AS: Well, yes, the pleasures of the nonhuman realms have always been a part of my erotic awareness. But then again, humans are part of the Earth. All human sex is ecosex too.
AG: Annie, you’ve lived an amazing life and you’ve been so prolific and generous with your sluttiness.
AS: I’ve had a good life. I’ve been so lucky and very privileged. If I died tomorrow, I would die happy. I wish I could stop the wars; I would give my life to stop any war. The human world is really tragic right now, and it doesn't seem to be getting better. I still believe that peace is possible. I don’t understand why there aren’t more benevolent leaders who promote peace, love, compassion…. War is, of course, the worst perpetrator of environmental destruction. It doesn’t only kill people, it also kills all the creatures in the soil, the fish, the birds, horses, and it pollutes the air, and water, and everything.

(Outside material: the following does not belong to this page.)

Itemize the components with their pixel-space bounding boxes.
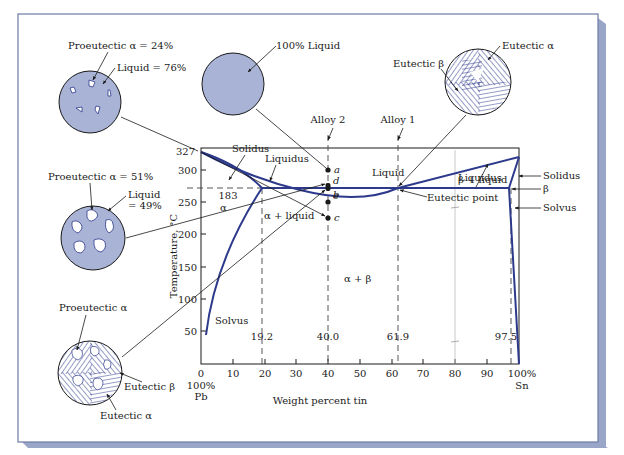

Our films are a drop in the bucket, but maybe getting a few people to love the Earth could have some kind of ripple effect. Just last month, local government officials finally ordered Nestlé to stop taking water from the San Bernardino National Forest here in California. Nestlé had unlimited access to the natural springs, and they were paying scientists very well to say that everything was fine; but there were biologists, like the one in our film [Water Makes Us Wet], who were saying, “no, this is ecologically destructive and not right.” Several species had no water and were becoming extinct. So I like to think that our film was a little part of that success. We helped save some little birds, fish and snakes. The work that Beth and I and our collaborators do is not everybody’s cup of tea, but it resonates with some people.
And we need lots of different strategies at once. You gotta keep fighting for freedom and practicing it, because sadly, freedom can be taken away. We all have to remember that freedom isn’t free.
Footnotes
- For more about Annie and Beth’s work, visit sprinklestephens.org. Their book ASSUMING THE ECOSEXUAL POSITION — THE EARTH AS LOVER is published by University of Minnesota Press.